I've received lots of favorable comments about the selection of E. Nelson Bridwell for this year's posthumous Bill Finger Award. This one is from Jack Lechner…
I'm very happy to see Mike Friedrich and E. Nelson Bridwell being honored, even though no one on the unanimous Finger Award panel seems to have gone for my own choice, Denny O'Neil.
I'm especially happy because Mr. Bridwell was once very kind to me. In the summer of 1971, I was 8 years old, and a big fan of DC Comics in general — and Kirby's Fourth World in particular (including the chatty missives written by you and Steve Sherman). I was visiting my grandmother in the Bronx, and on a total whim I called up the DC office and asked if they gave tours. Somehow, I got handed to E. Nelson Bridwell, who said they didn't, but that I could come by anyway. So I did, accompanied by my long-suffering mother. Mr. Bridwell greeted me, and actually did tour me around the office. I peppered him with questions about various books and characters, which he answered graciously, while my mother quietly gave up on having any idea what we were talking about.
There were three high points of the tour. The first was when I mentioned that besides Jack Kirby, I was devoted to the work of — naturally — Denny O'Neil, who was then writing both Green Lantern/Green Arrow and World's Finest. Bridwell smiled and opened a door to a small office…and there was Denny O'Neil himself, with an impressive head of bushy 1971 hair. (I was too awestruck to say anything to my hero.) The second was when Bridwell showed me page proofs on the as-yet-unpublished Forever People #5, featuring Sonny Sumo, possessor of the Anti-Life Equation. This felt like being able to read next month's newspaper today, and my mind was suitably blown. The third was when, before we left, Bridwell gave me brand-new copies of issue #4 in each of the Kirby titles, the first of the 25¢ "bigger and better" comics.

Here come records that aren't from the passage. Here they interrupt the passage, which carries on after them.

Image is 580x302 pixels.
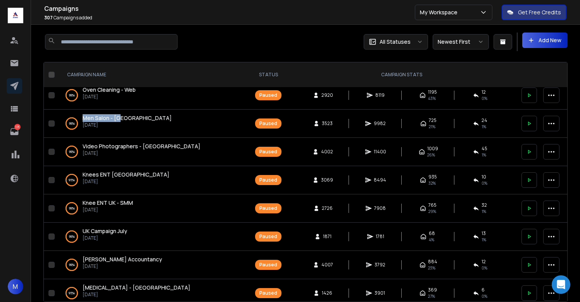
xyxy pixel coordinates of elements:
p: [DATE] [83,235,127,241]
span: 4007 [321,262,333,268]
div: Paused [259,234,277,240]
div: Paused [259,262,277,268]
span: 21 % [429,124,435,130]
span: 3901 [374,290,385,296]
span: 8119 [375,92,384,98]
span: 369 [428,287,437,293]
span: 4002 [321,149,333,155]
div: Paused [259,92,277,98]
span: [MEDICAL_DATA] - [GEOGRAPHIC_DATA] [83,284,190,291]
span: 765 [428,202,436,209]
th: STATUS [250,62,286,88]
p: My Workspace [420,9,460,16]
div: Paused [259,177,277,183]
a: Men Salon - [GEOGRAPHIC_DATA] [83,114,172,122]
span: 935 [428,174,437,180]
div: Paused [259,205,277,212]
span: 8494 [374,177,386,183]
td: 95%Knees ENT [GEOGRAPHIC_DATA][DATE] [58,166,250,195]
a: [MEDICAL_DATA] - [GEOGRAPHIC_DATA] [83,284,190,292]
span: 0 % [481,293,487,300]
span: 725 [429,117,436,124]
div: Paused [259,290,277,296]
th: CAMPAIGN NAME [58,62,250,88]
span: 7908 [374,205,386,212]
p: [DATE] [83,179,169,185]
span: 1426 [322,290,332,296]
span: 12 [481,89,486,95]
span: 10 [481,174,486,180]
td: 99%[PERSON_NAME] Accountancy[DATE] [58,251,250,279]
p: 95 % [69,290,75,297]
span: Knees ENT [GEOGRAPHIC_DATA] [83,171,169,178]
button: M [8,279,23,295]
h1: Campaigns [44,4,415,13]
a: Knees ENT [GEOGRAPHIC_DATA] [83,171,169,179]
p: [DATE] [83,94,136,100]
span: 2920 [321,92,333,98]
span: 13 [481,231,486,237]
span: 68 [429,231,435,237]
span: 6 [481,287,484,293]
p: 99 % [69,205,75,212]
span: 1009 [427,146,438,152]
span: 23 % [428,265,435,271]
span: 27 % [428,293,435,300]
span: 1781 [376,234,384,240]
span: [PERSON_NAME] Accountancy [83,256,162,263]
span: 12 [481,259,486,265]
p: All Statuses [379,38,410,46]
div: Paused [259,121,277,127]
p: Campaigns added [44,15,415,21]
p: [DATE] [83,292,190,298]
a: Knee ENT UK - SMM [83,199,133,207]
span: 3792 [374,262,385,268]
span: 3523 [322,121,333,127]
a: [PERSON_NAME] Accountancy [83,256,162,264]
p: 99 % [69,261,75,269]
p: [DATE] [83,122,172,128]
span: 3069 [321,177,333,183]
span: 32 % [428,180,436,186]
span: 1 % [481,209,486,215]
span: 1 % [481,124,486,130]
span: 1 % [481,152,486,158]
span: Oven Cleaning - Web [83,86,136,93]
span: 1195 [428,89,437,95]
span: 45 [481,146,487,152]
p: Get Free Credits [518,9,561,16]
span: 0 % [481,265,487,271]
span: 29 % [428,209,436,215]
td: 99%UK Campaign July[DATE] [58,223,250,251]
td: 99%Oven Cleaning - Web[DATE] [58,81,250,110]
p: 171 [14,124,21,130]
span: 43 % [428,95,436,102]
th: CAMPAIGN STATS [286,62,517,88]
span: 9982 [374,121,386,127]
p: [DATE] [83,207,133,213]
button: Get Free Credits [501,5,566,20]
a: UK Campaign July [83,227,127,235]
a: 171 [7,124,22,140]
p: 95 % [69,176,75,184]
div: Paused [259,149,277,155]
span: 2726 [322,205,333,212]
span: 884 [428,259,437,265]
img: logo [8,8,23,23]
span: 307 [44,14,53,21]
button: Add New [522,33,567,48]
span: 0 % [481,95,487,102]
span: 0 % [481,180,487,186]
div: Open Intercom Messenger [551,276,570,294]
span: 1 % [481,237,486,243]
span: 26 % [427,152,435,158]
a: Video Photographers - [GEOGRAPHIC_DATA] [83,143,200,150]
a: Oven Cleaning - Web [83,86,136,94]
span: 11400 [374,149,386,155]
span: 4 % [429,237,434,243]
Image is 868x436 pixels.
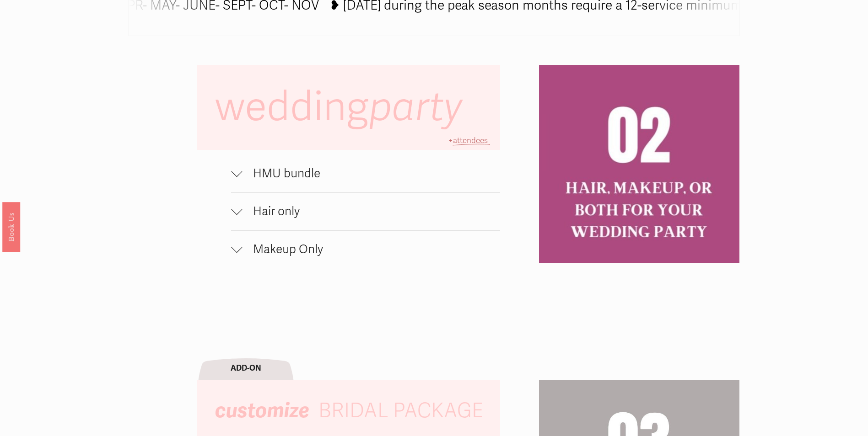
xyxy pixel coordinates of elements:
[2,202,20,252] a: Book Us
[215,398,309,423] em: customize
[453,136,488,145] span: attendees
[242,204,500,219] span: Hair only
[318,399,483,423] span: BRIDAL PACKAGE
[448,136,453,145] span: +
[215,82,472,132] span: wedding
[242,243,500,257] span: Makeup Only
[231,155,500,192] button: HMU bundle
[231,363,261,373] strong: ADD-ON
[242,167,500,181] span: HMU bundle
[369,82,463,132] em: party
[231,193,500,231] button: Hair only
[231,231,500,268] button: Makeup Only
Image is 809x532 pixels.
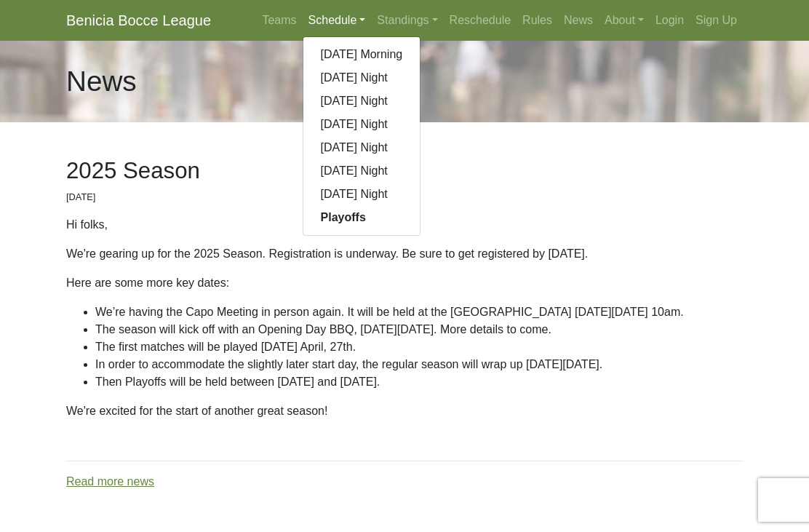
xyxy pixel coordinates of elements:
[303,36,422,236] div: Schedule
[66,245,743,263] p: We're gearing up for the 2025 Season. Registration is underway. Be sure to get registered by [DATE].
[371,6,443,35] a: Standings
[690,6,743,35] a: Sign Up
[95,338,743,356] li: The first matches will be played [DATE] April, 27th.
[66,475,154,487] a: Read more news
[95,374,743,391] li: Then Playoffs will be held between [DATE] and [DATE].
[599,6,650,35] a: About
[303,182,421,206] a: [DATE] Night
[517,6,558,35] a: Rules
[303,66,421,89] a: [DATE] Night
[303,6,372,35] a: Schedule
[303,136,421,159] a: [DATE] Night
[66,65,137,99] h1: News
[95,303,743,320] li: We’re having the Capo Meeting in person again. It will be held at the [GEOGRAPHIC_DATA] [DATE][DA...
[303,113,421,136] a: [DATE] Night
[303,43,421,66] a: [DATE] Morning
[558,6,599,35] a: News
[66,190,743,204] p: [DATE]
[95,356,743,374] li: In order to accommodate the slightly later start day, the regular season will wrap up [DATE][DATE].
[650,6,690,35] a: Login
[256,6,302,35] a: Teams
[66,403,743,420] p: We're excited for the start of another great season!
[66,6,211,35] a: Benicia Bocce League
[303,206,421,229] a: Playoffs
[95,320,743,338] li: The season will kick off with an Opening Day BBQ, [DATE][DATE]. More details to come.
[444,6,518,35] a: Reschedule
[66,157,743,184] h2: 2025 Season
[66,274,743,292] p: Here are some more key dates:
[321,211,366,224] strong: Playoffs
[303,89,421,113] a: [DATE] Night
[66,216,743,234] p: Hi folks,
[303,159,421,182] a: [DATE] Night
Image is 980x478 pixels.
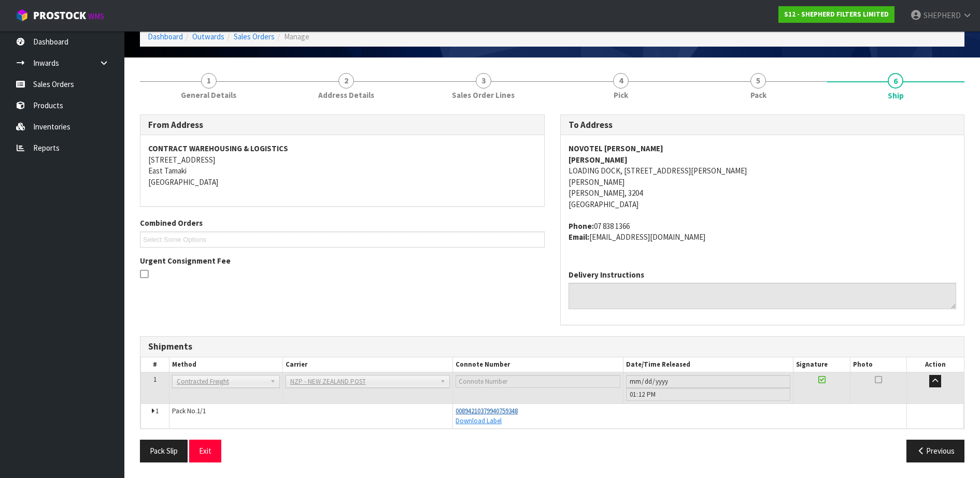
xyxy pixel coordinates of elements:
th: Method [169,358,282,372]
td: Pack No. [169,404,453,429]
button: Pack Slip [140,440,188,462]
address: [STREET_ADDRESS] East Tamaki [GEOGRAPHIC_DATA] [148,143,536,188]
th: Photo [850,358,907,372]
button: Exit [189,440,222,462]
h3: Shipments [148,342,956,352]
span: Contracted Freight [177,376,266,388]
label: Delivery Instructions [569,269,644,280]
img: cube-alt.png [16,9,28,22]
span: ProStock [33,9,86,22]
strong: NOVOTEL [PERSON_NAME] [569,144,663,154]
a: 00894210379940759348 [455,407,518,416]
span: 5 [750,73,766,89]
a: Dashboard [148,32,183,41]
strong: S12 - SHEPHERD FILTERS LIMITED [784,10,889,19]
label: Urgent Consignment Fee [140,255,231,266]
span: Ship [887,90,904,101]
span: 1 [201,73,216,89]
small: WMS [88,12,104,21]
span: Pick [613,89,628,100]
a: Sales Orders [234,32,275,41]
input: Connote Number [455,375,621,388]
span: General Details [181,89,236,100]
span: 2 [338,73,354,89]
span: Ship [140,107,964,470]
span: 1 [155,407,159,416]
span: 1/1 [197,407,206,416]
label: Combined Orders [140,218,203,229]
address: 07 838 1366 [EMAIL_ADDRESS][DOMAIN_NAME] [569,221,957,243]
span: NZP - NEW ZEALAND POST [290,376,437,388]
strong: [PERSON_NAME] [569,155,628,165]
th: Action [907,358,964,372]
h3: From Address [148,120,536,130]
th: Signature [793,358,850,372]
button: Previous [906,440,964,462]
h3: To Address [569,120,957,130]
span: 6 [887,73,903,89]
span: 3 [475,73,491,89]
span: SHEPHERD [924,10,961,20]
a: Download Label [455,416,501,426]
th: Date/Time Released [623,358,793,372]
th: # [141,358,170,372]
span: Sales Order Lines [452,89,514,100]
th: Carrier [282,358,453,372]
strong: email [569,232,589,242]
address: LOADING DOCK, [STREET_ADDRESS][PERSON_NAME] [PERSON_NAME] [PERSON_NAME], 3204 [GEOGRAPHIC_DATA] [569,143,957,210]
span: 1 [154,375,157,384]
span: Manage [284,32,310,41]
a: Outwards [192,32,224,41]
span: Address Details [318,89,374,100]
span: 4 [613,73,628,89]
span: Pack [750,89,766,100]
th: Connote Number [453,358,623,372]
strong: CONTRACT WAREHOUSING & LOGISTICS [148,144,288,154]
strong: phone [569,222,594,231]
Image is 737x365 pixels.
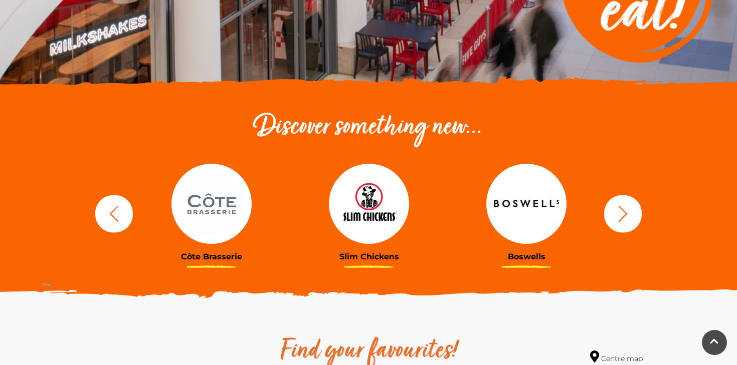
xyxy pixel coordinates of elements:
[298,252,440,262] h3: Slim Chickens
[140,164,283,262] a: Côte Brasserie
[298,164,440,262] a: Slim Chickens
[455,164,597,262] a: Boswells
[140,252,283,262] h3: Côte Brasserie
[590,351,643,364] a: Centre map
[455,252,597,262] h3: Boswells
[90,112,647,144] h2: Discover something new...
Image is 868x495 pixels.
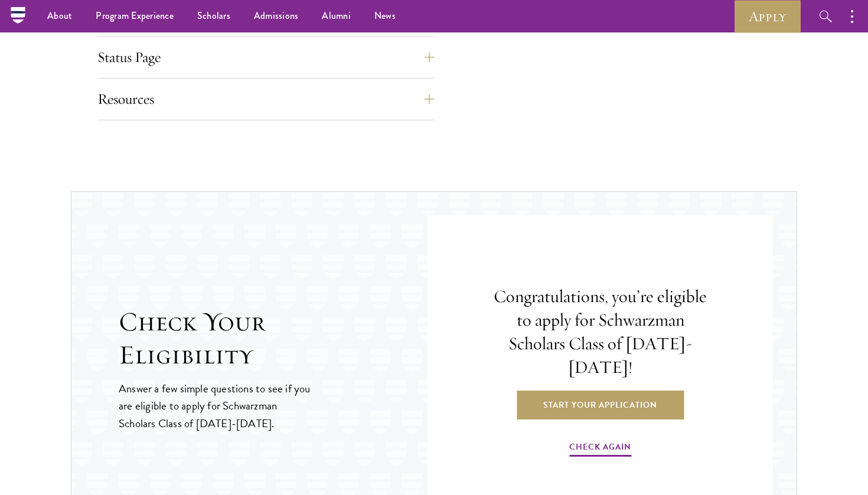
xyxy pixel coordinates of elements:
[119,306,427,372] h2: Check Your Eligibility
[517,391,683,419] a: Start Your Application
[492,285,708,379] h4: Congratulations, you’re eligible to apply for Schwarzman Scholars Class of [DATE]-[DATE]!
[119,380,312,431] p: Answer a few simple questions to see if you are eligible to apply for Schwarzman Scholars Class o...
[570,439,631,458] a: Check Again
[97,43,434,72] button: Status Page
[97,85,434,113] button: Resources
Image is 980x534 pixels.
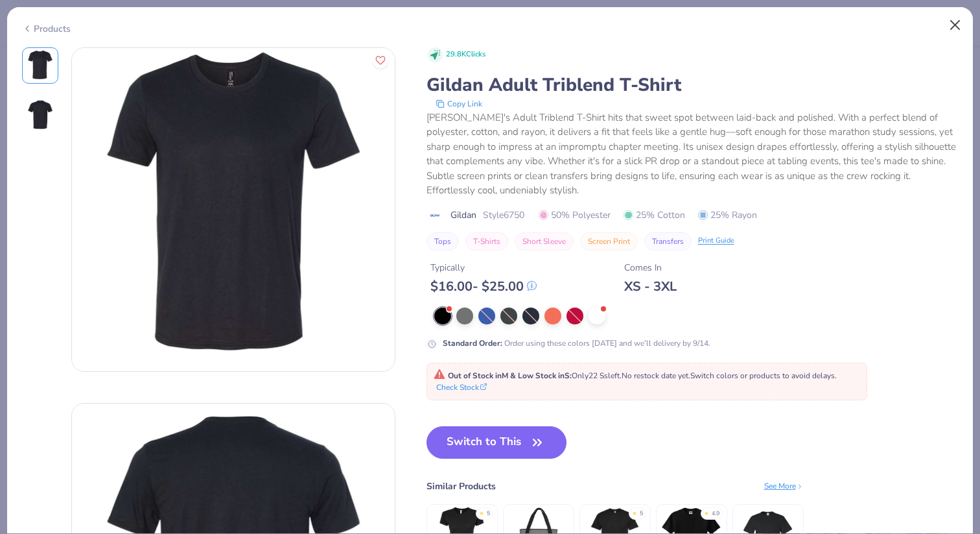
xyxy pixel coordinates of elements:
span: 29.8K Clicks [446,49,486,60]
div: Comes In [624,261,676,275]
div: 5 [487,509,490,518]
div: Print Guide [698,235,734,247]
img: Back [24,99,56,130]
div: XS - 3XL [624,278,676,295]
button: Screen Print [580,232,638,250]
span: Gildan [451,208,476,222]
button: Tops [426,232,459,250]
div: [PERSON_NAME]'s Adult Triblend T-Shirt hits that sweet spot between laid-back and polished. With ... [426,110,959,198]
strong: Out of Stock in M [448,370,510,381]
img: brand logo [426,210,444,221]
div: ★ [704,509,709,515]
div: ★ [632,509,637,515]
div: ★ [479,509,484,515]
button: Close [943,13,968,38]
button: Transfers [644,232,691,250]
div: 4.9 [711,509,719,518]
div: 5 [640,509,643,518]
div: See More [764,480,804,492]
span: 25% Cotton [624,208,685,222]
span: Only 22 Ss left. Switch colors or products to avoid delays. [434,370,837,381]
div: Products [22,22,71,36]
button: copy to clipboard [431,97,486,110]
button: Like [372,52,389,69]
button: Switch to This [426,426,567,459]
div: $ 16.00 - $ 25.00 [431,278,536,295]
button: T-Shirts [466,232,508,250]
strong: Standard Order : [443,338,502,348]
span: 50% Polyester [539,208,611,222]
img: Front [24,50,56,81]
img: Front [72,48,395,371]
strong: & Low Stock in S : [510,370,571,381]
button: Check Stock [436,382,487,393]
span: 25% Rayon [698,208,757,222]
div: Order using these colors [DATE] and we’ll delivery by 9/14. [443,337,711,349]
span: Style 6750 [483,208,524,222]
div: Typically [431,261,536,275]
div: Similar Products [426,480,496,493]
button: Short Sleeve [515,232,574,250]
span: No restock date yet. [621,370,691,381]
div: Gildan Adult Triblend T-Shirt [426,73,959,97]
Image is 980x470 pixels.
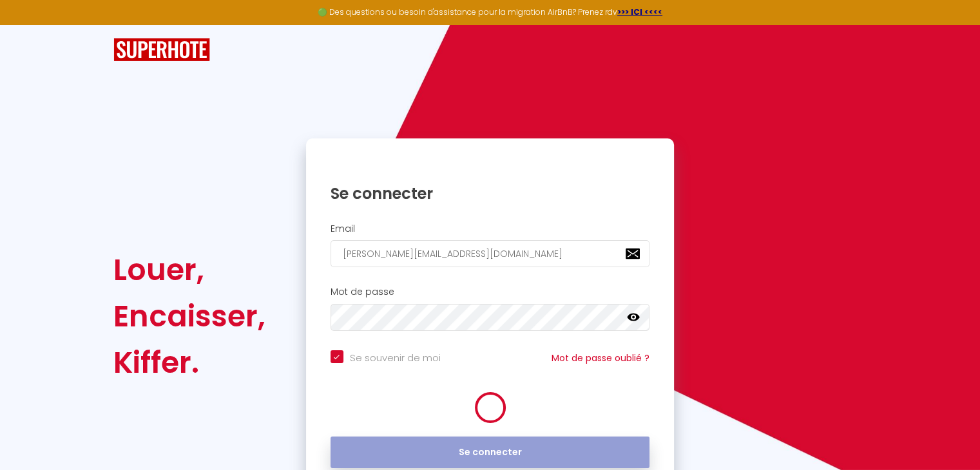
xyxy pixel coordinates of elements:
h1: Se connecter [331,184,650,204]
h2: Email [331,223,650,234]
div: Encaisser, [113,293,265,340]
div: Kiffer. [113,340,265,386]
a: Mot de passe oublié ? [551,352,649,364]
input: Ton Email [331,240,650,268]
div: Louer, [113,247,265,293]
a: >>> ICI <<<< [618,6,662,17]
h2: Mot de passe [331,287,650,298]
button: Se connecter [331,437,650,469]
img: SuperHote logo [113,38,210,62]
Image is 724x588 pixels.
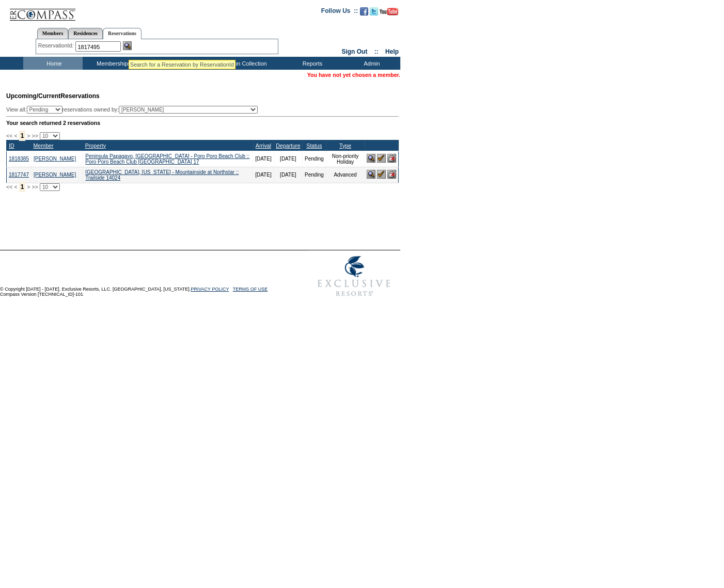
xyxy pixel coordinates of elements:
[33,142,53,149] a: Member
[256,142,271,149] a: Arrival
[322,6,358,19] td: Follow Us ::
[326,151,365,167] td: Non-priority Holiday
[307,72,401,78] span: You have not yet chosen a member.
[274,151,302,167] td: [DATE]
[24,56,83,70] td: Home
[370,10,378,17] a: Follow us on Twitter
[19,130,26,141] span: 1
[34,156,76,162] a: [PERSON_NAME]
[6,93,61,99] span: Upcoming/Current
[360,10,368,17] a: Become our fan on Facebook
[142,56,201,70] td: Reservations
[367,170,375,178] img: View Reservation
[38,41,76,50] div: ReservationId:
[123,41,131,50] img: Reservation Search
[14,133,17,139] span: <
[31,133,38,139] span: >>
[27,133,30,139] span: >
[201,56,281,70] td: Vacation Collection
[308,251,401,302] img: Exclusive Resorts
[31,183,38,190] span: >>
[19,182,26,192] span: 1
[375,48,379,56] span: ::
[8,156,29,162] a: 1818385
[8,172,29,177] a: 1817747
[37,28,69,39] a: Members
[83,56,142,70] td: Memberships
[130,61,234,67] div: Search for a Reservation by ReservationId
[306,142,322,149] a: Status
[339,142,351,149] a: Type
[377,154,386,162] img: Confirm Reservation
[190,287,229,292] a: PRIVACY POLICY
[274,167,302,183] td: [DATE]
[6,119,399,126] div: Your search returned 2 reservations
[326,167,365,183] td: Advanced
[6,93,99,99] span: Reservations
[342,48,367,56] a: Sign Out
[380,10,398,17] a: Subscribe to our YouTube Channel
[6,133,13,139] span: <<
[360,8,368,15] img: Become our fan on Facebook
[14,183,17,190] span: <
[103,28,141,40] a: Reservations
[85,153,249,165] a: Peninsula Papagayo, [GEOGRAPHIC_DATA] - Poro Poro Beach Club :: Poro Poro Beach Club [GEOGRAPHIC_...
[387,154,397,162] img: Cancel Reservation
[6,106,263,114] div: View all: reservations owned by:
[387,170,397,178] img: Cancel Reservation
[341,56,401,70] td: Admin
[367,154,375,162] img: View Reservation
[380,8,398,15] img: Subscribe to our YouTube Channel
[85,142,106,149] a: Property
[27,183,30,190] span: >
[6,183,13,190] span: <<
[370,8,378,15] img: Follow us on Twitter
[377,170,386,178] img: Confirm Reservation
[386,48,399,56] a: Help
[8,142,14,149] a: ID
[276,142,300,149] a: Departure
[281,56,341,70] td: Reports
[233,287,268,292] a: TERMS OF USE
[253,167,274,183] td: [DATE]
[85,169,238,181] a: [GEOGRAPHIC_DATA], [US_STATE] - Mountainside at Northstar :: Trailside 14024
[302,151,326,167] td: Pending
[302,167,326,183] td: Pending
[253,151,274,167] td: [DATE]
[68,28,103,39] a: Residences
[34,172,76,177] a: [PERSON_NAME]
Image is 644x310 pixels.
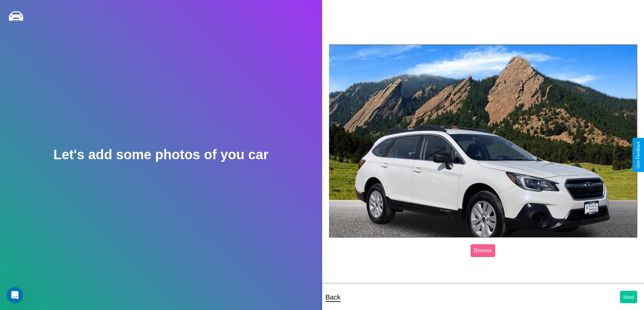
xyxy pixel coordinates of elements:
iframe: Intercom live chat [7,287,23,303]
h2: Let's add some photos of you car [54,147,268,162]
div: Give Feedback [636,141,641,169]
button: Next [620,291,637,303]
label: Browse [471,244,495,257]
img: posted [329,44,638,238]
p: Back [325,291,340,303]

I don't think I came down from the high of that visit for months. I've never forgotten E. Nelson Bridwell's generosity, considering that there was absolutely nothing in it for him — except making a little boy very happy.
Knowing Nelson as I did, I believe every word of this account including the selfless motive. He was a very gentle, friendly man who — and this is just my opinion — was not properly respected by some at DC in that period. The guy was absolutely brilliant but folks who weren't as bright treated him the way Alan Brady treated Mel Cooley. If I had his brains and I went on Jeopardy! today, I'd kick James Holzhauer to the curb.
I know what you mean about reading "next month's newspaper today." The first time I visited the DC offices was Monday, June 29, 1970. The most recent DC comics I'd bought off the newsstands were books that had left that office for press three months earlier. So to see the current comics they were working on or had proofs of lying about was like being catapulted three months into the future.
And a lot of changes had happened during those three months. The DC symbol in the upper left hand corner of the covers had changed. Longtime Superman editor Mort Weisinger was retiring. He was there doing some bookkeeping-type work on his last issues but he no longer had an office and no longer had any power. Quite a few comics had changed creative staffs or undergone remodeling. It was somewhat jarring.
I was there with my then-partner and one of the many people we met that day was Nelson Bridwell. Everyone was nice to us but some people were nice to us because they were just nice people and some were nice to us because we were Jack Kirby's assistants. Nelson was definitely in the first grouping.